The latest short documentary by the ‘City at a Time of Crisis’ research project portrays the harrowing plight of Greece’s besieged migrant community.

Many years before the first clouds of the crisis would hover over the greek skies, amidst greek society’s most glorious of moments and its most mundane of days, the lives and labour of migrants would be faced with their meticulous devaluation.

For them, the crisis has by now come of age. Yet despite and against shallow journalistic interpretations, there is nothing humanitarian about it. This is because for them, the crisis was from the upstart orchestrated politically, socially and militarily. In this way, the discourse about racism in crisis-ridden Greece merely obfuscates and comes in handy, for it obscures exactly how structural this devaluation had been for the development of the Greek state in itself, as well as for the self-perception of Greek society.

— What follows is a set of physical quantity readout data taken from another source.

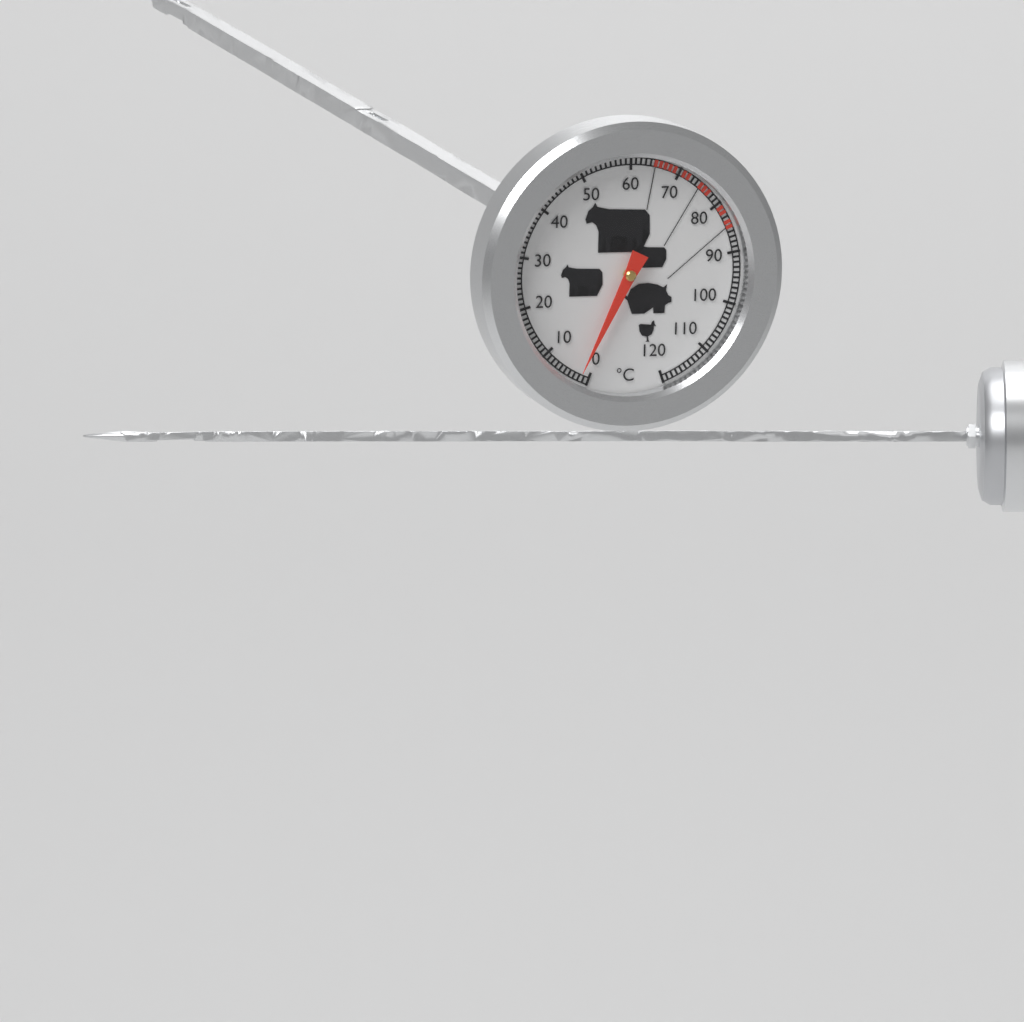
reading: 2 °C
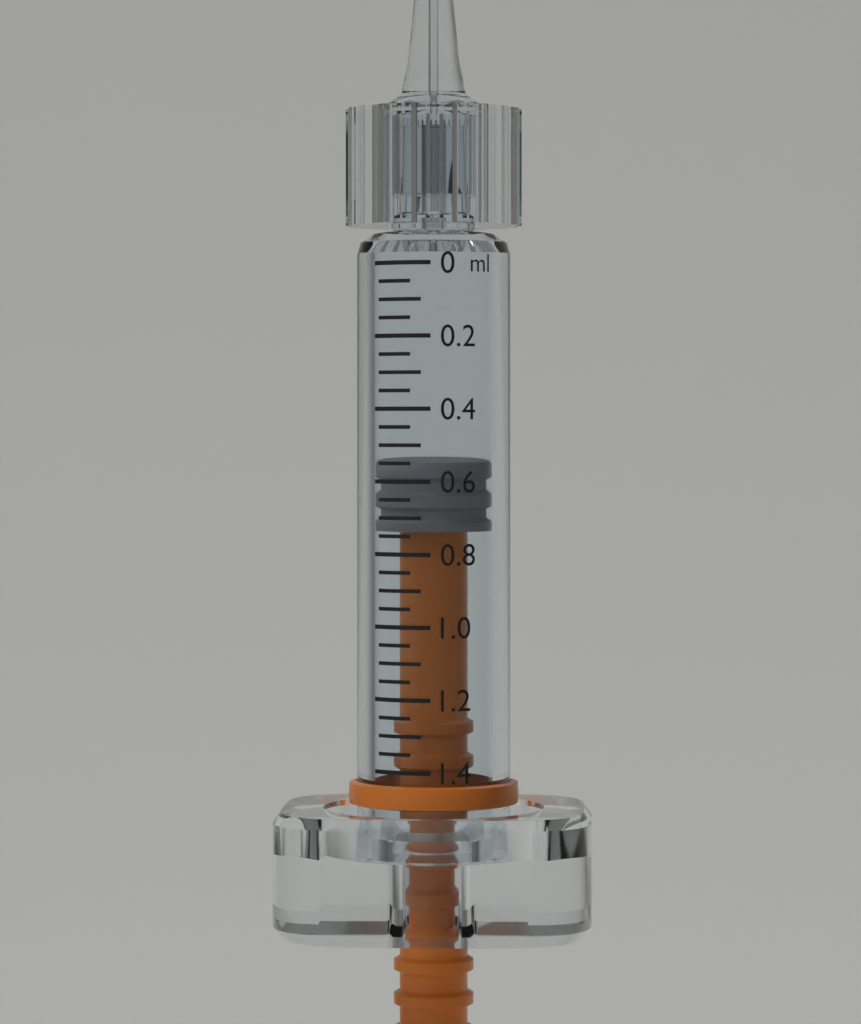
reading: 0.55 ml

Yet the crisis knows how to twist meanings too. Today, migrants are accused of the very decline of the Greek edifice. And within this twisted world, their devaluation takes on a more offensive and, at the same time, a more legitimate form. Impossible Biographies, as part of the research project The City at a Time of Crisis, bears witness to this offensive.

Today, just like yesterday, the devalued lives of migrants shall remind us how it is to live and die within an enforced anonymity and invisibility. How it is to live a life whose biography is impossible.

Ross Domoney

Ross Domoney is an award-winning independent documentary maker and video journalist. He focuses on non-presenter lead, observational filmmaking about political struggles from around the world. He also produces documentary films that are often character lead. Ross has worked in Syria, Turkey, Ukraine and the DR Congo, to name a few.